Chiba Shota, an ambitious young farmer who has actively sought out technological solutions to increase his rice yield, says technology also helps neutralize the unpredictability of the weather’s effects on farming.

“Thanks to drones, we can spray agrichemicals with half the workforce we used to need. That means if the weather takes a sudden turn for the worse and we have to spray in a hurry, the same number of people can finish in half the time it once took.”

A camera-mounted drone can measure changes in the color and height of the rice plants. This quantitative data on crop growth helps farmers make quick and accurate decisions on how much fertilizer or pesticide to apply, and when, without having to rely solely on past precedent or hunches.

But efficiency is not the only advantage technology gives him, Chiba adds.

Pesticides, for example, have to be diluted in water for spraying. Ground application in the pre-drone days required dilution by a ratio of 1,000 to 1, but aerial spraying by drone can be accomplished with only 10-to-1 dilution. The use of such high-concentration pesticides is made possible by the spraying accuracy of drones. As a result farmers only need to use 1/100 of the water that used to be required for dilution, a significant saving in valuable water resources.

Even more significant, though, is the 100-to-1 reduction in the arduous work of spraying by hand, which entailed long hours carrying heavy tanks of water. Thus drones have drastically cut down on the amount of manual labor farmers must endure.

In fact, a growing number of people appears to have been attracted to the farming life in Tome through the appeal of high-tech agriculture.

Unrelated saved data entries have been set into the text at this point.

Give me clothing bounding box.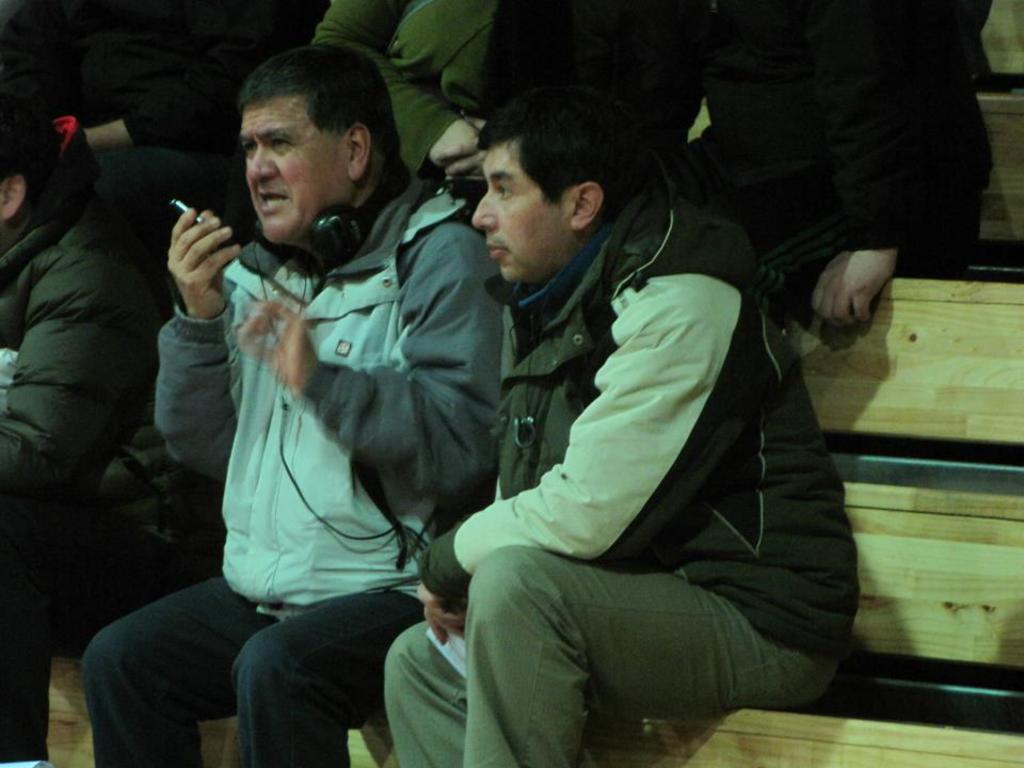
x1=478 y1=0 x2=988 y2=268.
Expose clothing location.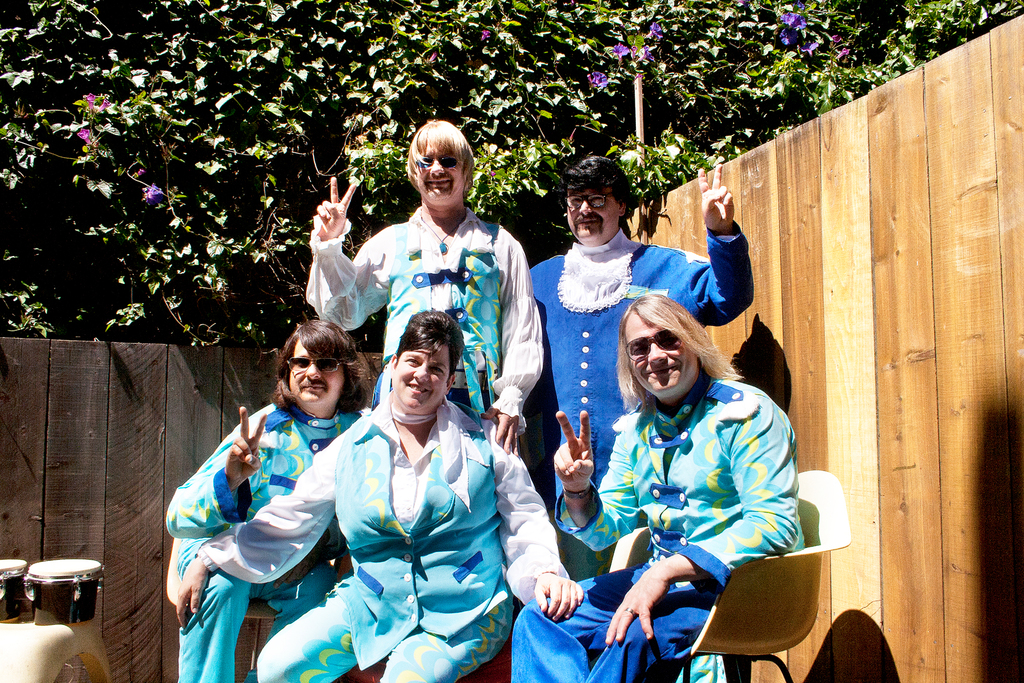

Says Chiba, “I think we’re in the middle of a transition to a new way of farming that my parents’ generation could never have imagined. Technologies like the drone are what’s leading us there.”

From Tome to the world

japan rice - japan cabinet office
Tome’s pride: local rice ready to be shipped to kitchen tables everywhere.

A pioneer in eco-friendly, high-tech rice production at home, Tome’s endeavors are now attracting interest abroad.

JA Miyagi Tome began exporting rice in 2018, and in 2020 was shipping 2,000 tons overseas, making it one of the top rice-exporting JA branches in the country. Demand for Tome’s product is growing not only in Southeast Asian markets like Hong Kong, Singapore, and Thailand, but Australia and the United States as well.

Behind this growth is the worldwide increase in concerns over food safety and the environment. Tome’s strategy for preserving its farms perfectly dovetails with this global trend. And the enthusiastic acceptance their product is receiving abroad is a big shot in the arm for Tome farmers.

“Exports aren’t just a key part of our program to sustain local rice production,” says Sano, the local JA union director. “They’ve also given us added incentive to provide delicious rice to the world.”

Building on years of experience working together to grow premium-quality rice, Tome farmers have now brought their product to the global stage. In their words one senses a desire to set an example for farmers throughout Japan by expanding the export market for the country’s agricultural products.

“Japan is blessed with an environment nurtured by the changing seasons, and our rice is something that can only be grown in a place like this. I want people all over the world to taste how good it is,” Chiba says. His wish seems well on the way to coming true.

Find out more about how Japan is revitalizing its regional economies by agriculture reform.

This post was created by Insider Studios with the Government of Japan.